King accepted invitations abroad, his speechwriter Clarence Jones told me recently, 'to get his message out', and he visited Britain a few times. But his November 1964 visit stands out: he preached at St. Pauls, addressed a mass meeting in London, gave any number of interviews with the press, met with politicians, black British activists, foreign students and others. I think he also met with a high ranking Indian politician and secured a promise from the Indian government to stay nuclear-free. A meeting with activists in Britain led to the formation of the Campaign Against Racial Discrimination, the pre-eminent anti-discrimination group in Britain, fashioned on King’s nonviolent, pro-integration model.
What do you see as his legacy?
When we think of the civil rights movement, we tend to think of King. In one sense, that's a very good thing - there is a person that we can learn about to engage with a vitally important topic. King and the civil rights movement is an extremely popular subject at school and university.
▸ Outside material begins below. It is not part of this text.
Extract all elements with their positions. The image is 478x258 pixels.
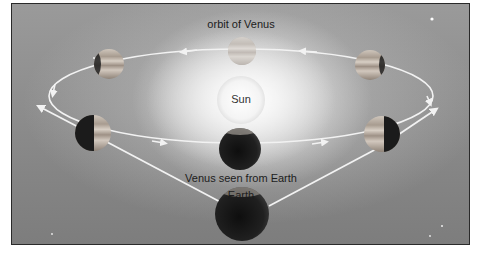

The danger, of course, is that we can remember a rather sanitized nonviolent heroic protest against evil crazy bus conductors version of history, a version which oversimplifies the problem of racial inequality, leaves it firmly in the past, places responsibility on others, and removes the history of modern race protest to the United States - when we have an important tradition of race equality protest here in the UK.
Martin Luther King, Jr., who was assassinated on 4 April 1968, would have turned 83 yesterday.